My father would just… observe. My mother had wanted to be an actor, but her mother was from Sicily, where being an actor was basically the same as being a prostitute. One thing my mother did say was that I had to take piano lessons. She thought I could fall back on being a cocktail pianist if the work dried up. I was, like, you’re kidding! I’d rather be a waitress.

And were there times early on when you were unemployed?
I certainly had dry spells. Even when you do a Broadway show, it’s boom, but then perhaps no one hires you afterwards. But there used to be a lot more [variety] shows on TV. In the 70s, Carol Burnett [the American comedian and host of The Carol Burnett Show on CBS] kept hiring me. Nowadays, if I’m not paying the rent, I do my concert work and then I can pick and choose a bit when it comes to the other things. It’s always terrible if you do something just for the money. Pick things that you love!

Are there any big parts you still dream of singing?
I’ve been so fortunate. I’ve done most of the big roles. I sang Rose in Gypsy, and Annie in Annie Get Your Gun, and Desiree in A Little Night Music. With Desiree, my singing teacher always used to say: “That’s your role!” But in some ways it’s only one song… everyone is always waiting for Send in the Clowns.

What do you like to do when you’re not working?
I’m with my dogs.

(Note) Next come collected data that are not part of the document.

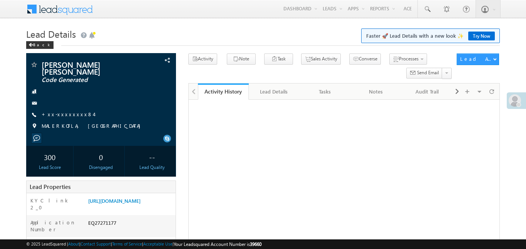  I want to click on a: Acceptable Use, so click(158, 244).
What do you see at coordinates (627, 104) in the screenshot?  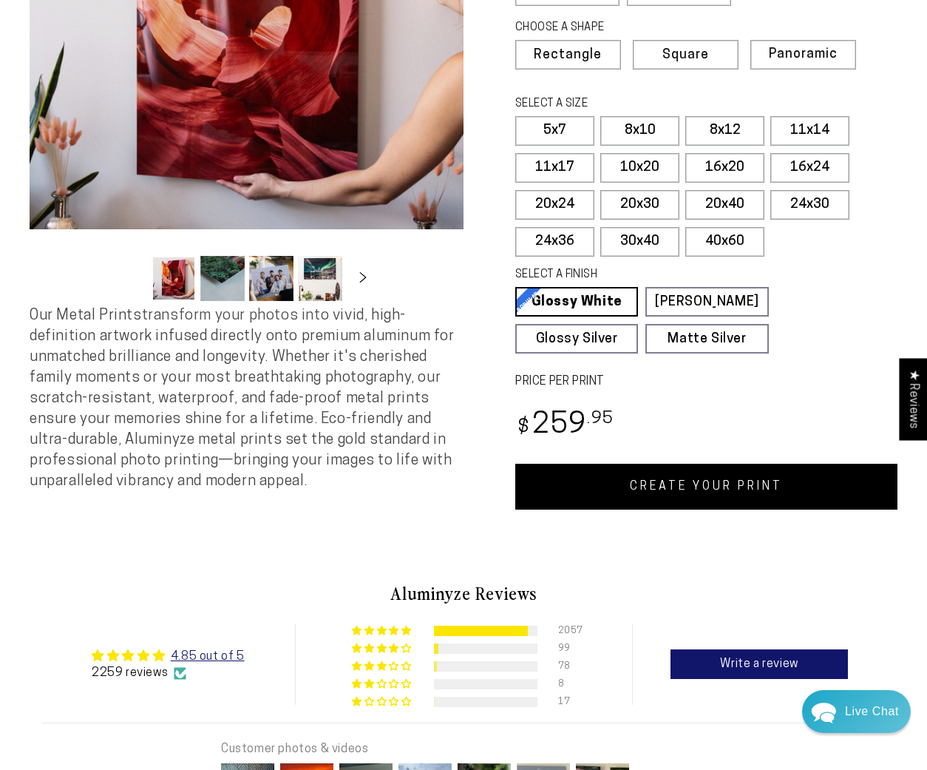 I see `legend: SELECT A SIZE` at bounding box center [627, 104].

I love my dogs. I have two, one for each hand: a pure Staffordshire terrier and some kind of shaggy mongrel. They’re rescue dogs. As you probably know, for the last 25 years I’ve done Broadway Barks [Peters founded the annual not-for-profit dog adoption event with her friend, the late Mary Tyler Moore]. During the pandemic, Elaine Paige, Bonnie Langford and a lot of other West End stars did West End Woofs. We did that virtually, but now I’m here we’re hoping we might get the chance to do it live. We want to show people how wonderful rescue dogs are, and how much they appreciate being rescued.

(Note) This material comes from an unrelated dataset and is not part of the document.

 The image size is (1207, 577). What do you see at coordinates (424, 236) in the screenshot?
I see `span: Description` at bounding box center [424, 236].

Would it be fair to say that you have no plans to retire?
I never think of my age, and I never think of myself not working. I love growing and learning, and that’s what happens when I work. It’s all about projects that make you think, and that’s why I love Sondheim. His music is about the big, important things. Nerves? Not really. I’m just in the moment, serving the material.

Watch a trailer for Stephen Sondheim’s Old Friends.

• This article was amended on 11 September 2023 to refer to Bernadette Peters’ “Tony award-winning”, rather than “Emmy award-winning”, work on Broadway.